When Eve Ensler flew to New Orleans in Katrina's aftermath, she planned to write about the devastation of an American city and the women who survived it. She was horrified after watching the TV montage of drowned abandonment.
"It was people standing on rooftops waving," Ensler said in a telephone interview from Los Angeles. "I felt angered and enraged and went down there to try to help women."
Ensler wanted to interview and write about the disaster herself, but her plans changed after she met Carol Bebelle, executive director and co-founder of the city's Ashé Cultural Arts Center.
"She said, 'Would you do something else?' "
Bebelle asked the author of "The Vagina Monologues" to help facilitate, direct and edit a piece of original works about women's experiences before, during and after the storm. Those 16 women included a gospel singer, a teenaged filmmaker, a former Las Vegas showgirl and a Mardi Gras Indian matriarch.
"It was such an honor to be asked that I said yes," Ensler said. "I just think the piece is gorgeous. They wrote the music. They wrote the text. It's a story that needs to be told."
Recently named one of Newsweek's "150 Women Who Shake the World," Ensler is bringing "Swimming Upstream: A Testimony, A Prayer, a Hallelujah, an Incantation," the results of her encounters with the heart of New Orleans, to the Lensic Performing Arts Center tonight.
As the city of what was once 500,000 struggles to rebuild, many fear the rest of the country has forgotten the brown water lines of despair, the thousands who lived through the terror of leaving their homes, hours spent drenched in the rain, the Superdome nightmare, the hunger and thirst and the constant specter of rape in the bathrooms.
One woman wrote about wandering the Walmart aisles looking for chips or some toothpaste "enough for a couple days," then being overwhelmed by nausea at the sight of the empty shelves, avoiding the pet aisle "for the horror of what your pet is living through, lived through, if alive at all."
Another wrote of disappearing neighbors who didn't make it to their attics. Some were excavated, mummified by mud.

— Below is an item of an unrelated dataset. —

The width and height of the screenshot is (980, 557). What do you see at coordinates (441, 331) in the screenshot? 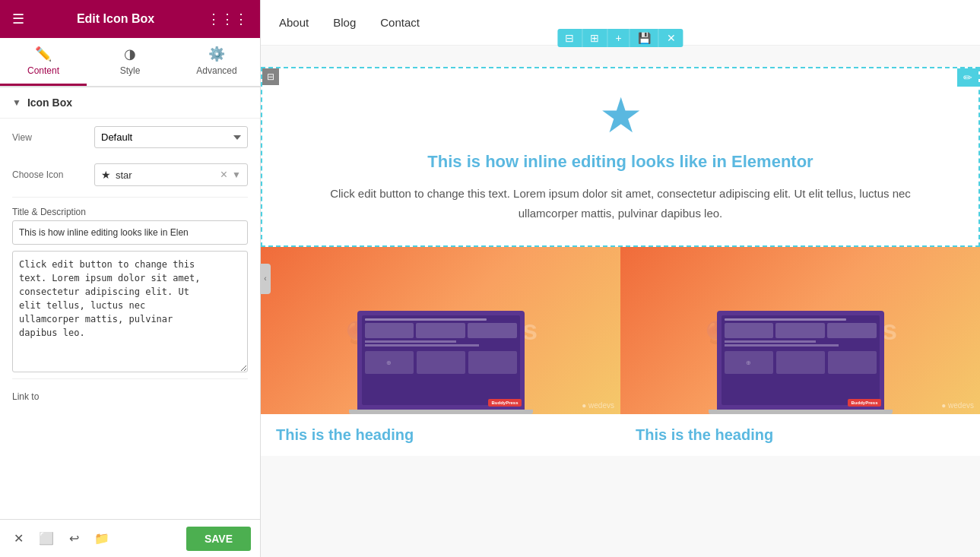
I see `buddypress-overlay-1: 🔮 BuddyPress` at bounding box center [441, 331].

But it was the women who showed their resilience by tending to the voices on the ground — making sure survivors had food and water, sheltering their neighbors and leading their children to school.
"Women kept New Orleans together," Ensler said. "Through love, through sheer ingenuity, they kept New Orleans moving forward."
The author traveled to New Orleans every month for one year to help craft the piece. She met with artists, actors and social workers to share stories and develop a script capturing their experiences.
"They wrote and wrote and talked and talked and created this exciting piece," she said.
The play premiered at the Louisiana Superdome in April 2008 during V-Day's 10th anniversary celebration. V-Day is the Ensler-helmed global movement to end violence against women and girls.
"Swimming Upstream" illuminates the intersection of the larger American experience as it poses important questions about how race, class and gender are tightly intertwined.
"We had a real cross-section of women," Ensler said. "I wonder if it were a rich, white community if that would have happened."
Subsequent shows followed in Atlanta, New Orleans and most recently, at the Apollo Theater in Harlem. Casts have featured the play's authors, native New Orleans performers and celebrity guest stars, including Jasmine Guy, Shirley Knight, La Chanze, Phylicia Rashad, Anna Deavere Smith and Kerry Washington.
"We took over the Superdome," Ensler said, "and we turned it into a huge vagina and called it Superlove."
"It's a celebration of living," she continued. "There's raw, red anger; it's passionate. It's true and it's brilliant. It was wrought from the bodies and the hearts of people who are suffering."
From Santa Fe, the show moves to Houston on Monday.